Stored-program electronic computing machine

Turing was a leading cryptanalyst at Bletchley Park’s Government Code and Cypher School in England during World War II. After the end of World War II, Turing was unable to begin work on a stored-program electronic computing machine. Despite this, he spent a lot of time thinking about machine intelligence during the war. Computers can learn from their past experiences and solve new problems through the use of heuristics—a process known as heuristic problem solving by Turing’s former colleagues at Bletchley Park, Donald Michie (who later established the Department of Machine Intelligence and Perception at the University of Edinburgh).

Intelligent Machinery

A machine that can learn from experience is what we want, and the “possibility of letting the machine alter its own instructions provides the mechanism for this,” as Turing said in a 1947 public lecture in London. ‘Intelligent Machinery,’ a report he wrote in 1948, introduced many of the key concepts of AI. Though he never published it, Turing’s ideas have since been reworked by others. As an example, in the section on Connectionism, Turing explains how he first came up with the concept of teaching a network of artificial neurons to perform specific tasks.

Chess

At Bletchley Park, Turing used chess as an example of how machine intelligence could be tested against a variety of challenging and clearly defined problems. It is theoretically possible for chess-playing computers to search through all possible moves exhaustively. But in practice, this is impossible due to the enormous number of moves involved. Heuristics are essential for narrowing the scope of a more focused search. In the absence of a computer that could run his chess programme, Turing had to be content with theory. He tried his hand at designing chess programmes. AI programmes had to wait for digital computers with stored programmes before they could be developed.

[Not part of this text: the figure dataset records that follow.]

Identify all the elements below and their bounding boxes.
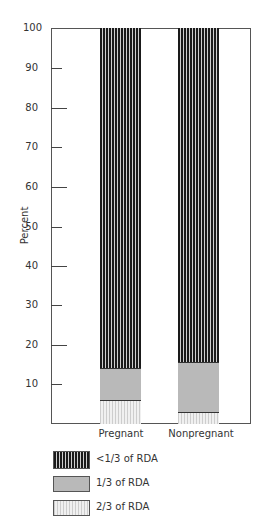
- segment-one-third-rda: [178, 362, 219, 412]
- y-tick-label-70: 70: [2, 141, 38, 153]
- legend-swatch-light-stripes: [53, 500, 90, 516]
- y-tick-30: [51, 305, 62, 306]
- legend-swatch-dark-stripes: [53, 451, 90, 469]
- legend-label: 1/3 of RDA: [96, 477, 149, 488]
- y-tick-40: [51, 266, 67, 267]
- x-label-pregnant: Pregnant: [96, 428, 146, 439]
- y-tick-60: [51, 187, 67, 188]
- y-tick-70: [51, 147, 62, 148]
- y-tick-label-30: 30: [2, 299, 38, 311]
- y-tick-label-50: 50: [2, 221, 38, 233]
- y-tick-label-10: 10: [2, 378, 38, 390]
- segment-lt-one-third-rda: [100, 28, 141, 369]
- segment-two-thirds-rda: [100, 400, 141, 424]
- y-tick-50: [51, 227, 62, 228]
- y-tick-80: [51, 108, 67, 109]
- y-tick-label-20: 20: [2, 339, 38, 351]
- y-tick-20: [51, 345, 67, 346]
- bar-nonpregnant: [178, 28, 219, 424]
- plot-frame: [51, 28, 251, 424]
- segment-two-thirds-rda: [178, 412, 219, 424]
- y-tick-label-60: 60: [2, 181, 38, 193]
- bar-pregnant: [100, 28, 141, 424]
- y-tick-label-80: 80: [2, 102, 38, 114]
- segment-one-third-rda: [100, 368, 141, 400]
- legend-label: <1/3 of RDA: [96, 453, 158, 464]
- segment-lt-one-third-rda: [178, 28, 219, 363]
- x-label-nonpregnant: Nonpregnant: [166, 428, 236, 439]
- legend-swatch-gray: [53, 476, 90, 492]
- y-tick-10: [51, 384, 62, 385]
- y-tick-label-90: 90: [2, 62, 38, 74]
- y-tick-label-100: 100: [6, 22, 42, 34]
- legend-label: 2/3 of RDA: [96, 501, 149, 512]
- y-tick-label-40: 40: [2, 260, 38, 272]
- y-tick-90: [51, 68, 62, 69]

Just over half a century after Turing’s prediction that computers would one day be able to play very good chess. IBM’s Deep Blue defeated the reigning world champion, Garry Kasparov, in a six-game match in 1997. While Turing’s prediction was correct, his expectation that chess programming would help us understand human thought was not. Deep Blue’s 256 parallel processors enabled it to examine 200 million possible moves per second and to look ahead as many as 14 turns of play. This improvement in computer chess since Turing’s day is due to advances in computer engineering rather than advances in AI. Numerous people agree with Noam Chomsky, an expert on language at the Massachusetts Institute of Technology (MIT). Who said that it’s as exciting as an Olympic bulldozer lifting heavyweight beating a chess grandmaster. Read More

The Turing test

In 1950, Turing introduced a practical test for computer intelligence, now known simply as the Turing test, bypassing the traditional debate over the definition of intelligence. A computer, a human interrogator, and a human foil take part in the Turing test. The interrogator tries to figure out which of the other two participants is the computer by asking them questions. The keyboard and display screen are the only means of communication. While the interrogator can ask any and all questions, the computer is free to use every tactic at its disposal in order to compel an incorrect identification.

Are you a computer

The computer might say “No” when asked, “Are you a computer?” or it might give an incorrect answer after a long pause when asked to multiply two large numbers. It is imperative that the foil aid the interrogator incorrectly identifying the subject. Interrogators and foil play by a variety of people, and Turing test proponents claim.  The computer consider as intelligent. If an overwhelming majority of the interrogators are unable to tell it apart from a human being.